Rabbi Chaim Vital writes in Eitz Chaim that what is Gevurah on one level creates Chessed for the level immediately beneath it. Thus Gevurah of Chochmah becomes Chessed of Binah.

[Chochmah and Binah, wisdom and understanding, are the first of the ten sefiros.]

So salt on its own—on its own level—is Gevurah, bitter. But when it descends to a lower level—enters the substance of another food—it becomes Chessed and grants taste to that food.  

[Another point about salt: Salt does not truly enter the substance that it affects; it brings out the natural flavor of the food. When you eat a properly salted food you are not tasting food with salt; you are tasting a food whose natural flavor has been brought out by salt. For example:] When a person separates the edible from the inedible, he does not “enter” the substance that he is sifting. Rather, the sifting process is achieved by him [from the outside]. Similarly, in the process of making cheese, the rennet does not “enter” the cheese. The taste of the rennet is not present in the cheese. Yet despite its detachment, the rennet separates the various substances and creates the cheese. 

(Salt is the also the embodiment of the root of all severities and therefore has the capacity to sweeten judgments. It is for this reason that salt must always be present on one’s table as an antidote to misfortune. For as is known, severities can only be sweetened by their root. [The example given for this is “The wood for the axe that will chop down the trees of the forest is taken from the forest itself.”])

The Salt of Torah

In the realm of Torah, “salt” is Kabbala, the inner dimension of Torah.

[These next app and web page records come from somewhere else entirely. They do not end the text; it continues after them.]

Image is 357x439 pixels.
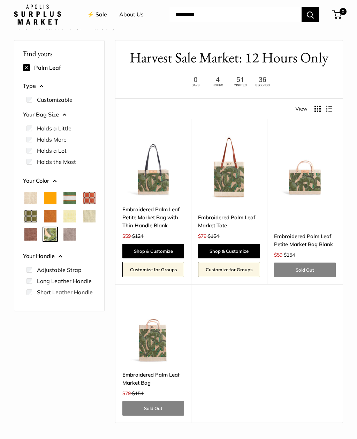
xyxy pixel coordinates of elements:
a: Embroidered Palm Leaf Market Totedescription_A multi-layered motif with eight varying thread colors. [198,136,260,198]
button: Display products as list [326,106,332,112]
a: Home [14,24,28,31]
span: $79 [198,233,206,239]
span: $124 [132,233,143,239]
label: Customizable [37,96,73,104]
button: Court Green [63,192,76,204]
a: Embroidered Palm Leaf Petite Market Bag with Thin Handle Blank [122,205,184,230]
a: Embroidered Palm Leaf Petite Market Bag Blank [274,232,336,249]
span: Harvest Sale Market: 12 Hours Only [35,24,115,31]
a: Sold Out [122,401,184,416]
button: Mint Sorbet [83,210,96,222]
button: Cognac [44,210,56,222]
a: Sold Out [274,263,336,277]
span: $154 [132,390,143,397]
span: $154 [284,252,295,258]
button: Chenille Window Sage [24,210,37,222]
button: Your Handle [23,251,96,262]
button: Type [23,81,96,91]
a: Embroidered Palm Leaf Market Bag [122,371,184,387]
img: 12 hours only. Ends at 8pm [186,75,273,89]
button: Search [302,7,319,22]
span: $59 [274,252,282,258]
button: Daisy [63,210,76,222]
a: description_Each bag takes 8-hours to handcraft thanks to our artisan cooperative.description_Sid... [122,302,184,363]
a: About Us [119,9,144,20]
a: description_Each bag takes 8-hours to handcraft thanks to our artisan cooperative.Embroidered Pal... [274,136,336,198]
img: description_Each bag takes 8-hours to handcraft thanks to our artisan cooperative. [274,136,336,198]
label: Holds a Little [37,124,71,133]
a: description_Each bag takes 8-hours to handcraft thanks to our artisan cooperative.description_A m... [122,136,184,198]
button: Orange [44,192,56,204]
img: Apolis: Surplus Market [14,5,61,25]
a: Embroidered Palm Leaf Market Tote [198,213,260,230]
label: Short Leather Handle [37,288,93,296]
button: Palm Leaf [44,228,56,241]
p: Find yours [23,47,96,60]
button: Mustang [24,228,37,241]
a: Shop & Customize [122,244,184,258]
button: Your Bag Size [23,110,96,120]
h1: Harvest Sale Market: 12 Hours Only [126,47,332,68]
span: $154 [208,233,219,239]
input: Search... [170,7,302,22]
span: 0 [340,8,347,15]
div: Palm Leaf [23,62,96,73]
button: Display products as grid [315,106,321,112]
a: ⚡️ Sale [87,9,107,20]
a: Customize for Groups [122,262,184,277]
a: 0 [333,10,342,19]
span: View [295,104,308,114]
a: Customize for Groups [198,262,260,277]
label: Long Leather Handle [37,277,92,285]
a: Shop & Customize [198,244,260,258]
span: $59 [122,233,131,239]
button: Chenille Window Brick [83,192,96,204]
img: description_Each bag takes 8-hours to handcraft thanks to our artisan cooperative. [122,136,184,198]
img: description_Each bag takes 8-hours to handcraft thanks to our artisan cooperative. [122,302,184,363]
button: Your Color [23,176,96,186]
label: Holds a Lot [37,146,67,155]
img: Embroidered Palm Leaf Market Tote [198,136,260,198]
label: Adjustable Strap [37,266,82,274]
button: Natural [24,192,37,204]
label: Holds the Most [37,158,76,166]
span: $79 [122,390,131,397]
label: Holds More [37,135,67,144]
button: Taupe [63,228,76,241]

Unlike the legal aspects of Torah, which can be completely understood and “tasted,” Kabbala is hidden and concealed. It cannot be truly “tasted” and assimilated by the human mind. It remains detached [like salt and rennet which achieve their function without truly entering the item].

But there is an advantage to both aspects of Torah. The advantage of the legal aspects is that man is able to fully digest Divine wisdom as it is manifest on the physical plane in the form of the laws of the Torah. This level is called Chochmah, wisdom, where the human mind can become one with Divine wisdom.

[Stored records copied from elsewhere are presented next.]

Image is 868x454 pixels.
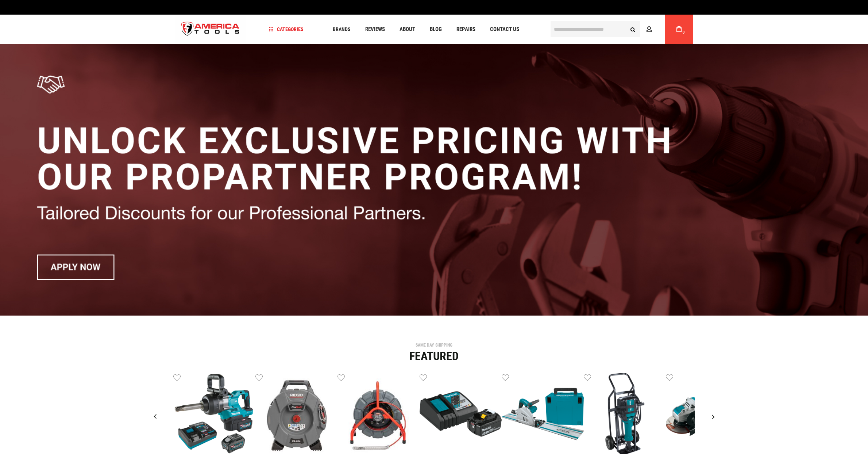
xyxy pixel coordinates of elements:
[269,27,304,32] span: Categories
[174,350,695,361] div: Featured
[400,27,416,32] span: About
[457,27,476,32] span: Repairs
[490,27,519,32] span: Contact Us
[174,343,695,347] div: SAME DAY SHIPPING
[333,27,351,32] span: Brands
[330,24,354,34] a: Brands
[366,27,385,32] span: Reviews
[362,24,388,34] a: Reviews
[265,24,307,34] a: Categories
[396,24,419,34] a: About
[626,23,640,36] button: Search
[426,24,446,34] a: Blog
[453,24,479,34] a: Repairs
[175,16,246,43] a: store logo
[175,16,246,43] img: America Tools
[430,27,442,32] span: Blog
[683,30,685,34] span: 0
[487,24,522,34] a: Contact Us
[673,14,686,43] a: 0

Kabbala, which speaks of supernal realities, is beyond Chochmah. This is its advantage—and its disadvantage. Because it is beyond Chochmah, it cannot be fully absorbed by the human mind. Conversely, because of its transcendence its effect on its student is much more powerful.

In the words of Avot d’Rebbe Nattan (ch. 29, end):

He who possesses knowledge of Midrash [which in a wider sense refers to Kabbala as well] but does not possess knowledge of the laws has not tasted the taste of Chochmah.

He who possesses knowledge of the laws but does not possess knowledge of Midrash has not tasted the taste of yirat chet [literally, “fear of sin,” repulsion for evil].

Without knowledge of the law, one does not gain a taste of Chochmah—G-d’s wisdom. For it is only through study of the law that one can truly grasp and absorb Divine wisdom. With Kabbala or Midrash, one does not truly digest the essence of the thought.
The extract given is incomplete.